Tony Blair Becomes Middle East Envoy

Let Blair Be Blair
It is already clear what Tony Blair's first challenge will be in his new job as international envoy to the Middle East. Unless he stands up to the White House and insists that his responsibilities include peacemaking - not just fund -raising and "institution building" for the embattled Palestinian party Fatah, as the Americans insist - he will quickly be marginalized. You don't send a Tony Blair into a raging conflagration to stand on the sidelines and distribute charity.
The Palestinians desperately need economic development and better institutions. But these goals cannot be realistically separated from the larger challenge of restoring their belief in a livable future in a viable Palestinian state. The job of peace envoy is extremely challenging, requiring a leader of Mr. Blair's prominence and skills. The job of everything-but-peace-envoy is a cynical waste.

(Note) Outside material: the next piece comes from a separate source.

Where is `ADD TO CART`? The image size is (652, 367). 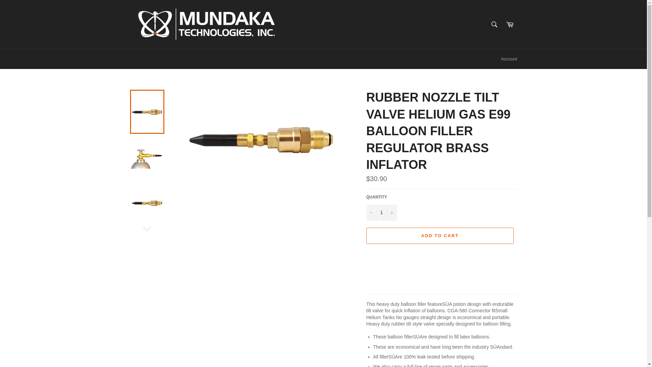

That was the unfortunate experience of the previous envoy, James Wolfensohn, the former World Bank president. Few people know more about fund-raising and institution building than him. But he couldn't make progress in the face of an immobilized peace process, an imminent Palestinian civil war and an American president and secretary of state who wouldn't deeply engage in peacemaking and refused to let anyone else try.
Mr. Blair's greatest talent is his ability to persuade, shame and
wheedle people into doing things they would just as soon not do. He should be
allowed to use it.Secretary of State Condoleezza Rice, to whom the White House now expects Mr. Blair to defer, regularly travels to the region but has repeatedly declined to put American influence to any constructive use. She has yet to propose a Rice plan and challenge those leaders to accept it. Nor has she pressed Israel's politically wounded prime minister, Ehud Olmert, to take the
necessary steps he feels too weak to take on his own, like a full settlement freeze.
Mr. Blair might not have been the ideal choice for this job. But he
brings real international stature and, we would think, a large claim on support
from President Bush, with whom he stuck loyally in Iraq at a huge cost to his
domestic standing and political legacy. As British prime minister, Mr. Blair
felt a need to swallow his pride and go along in silence. If he means to be
useful in the Middle East, he now needs to push back and make clear that the
role of a peace envoy is to negotiate peace.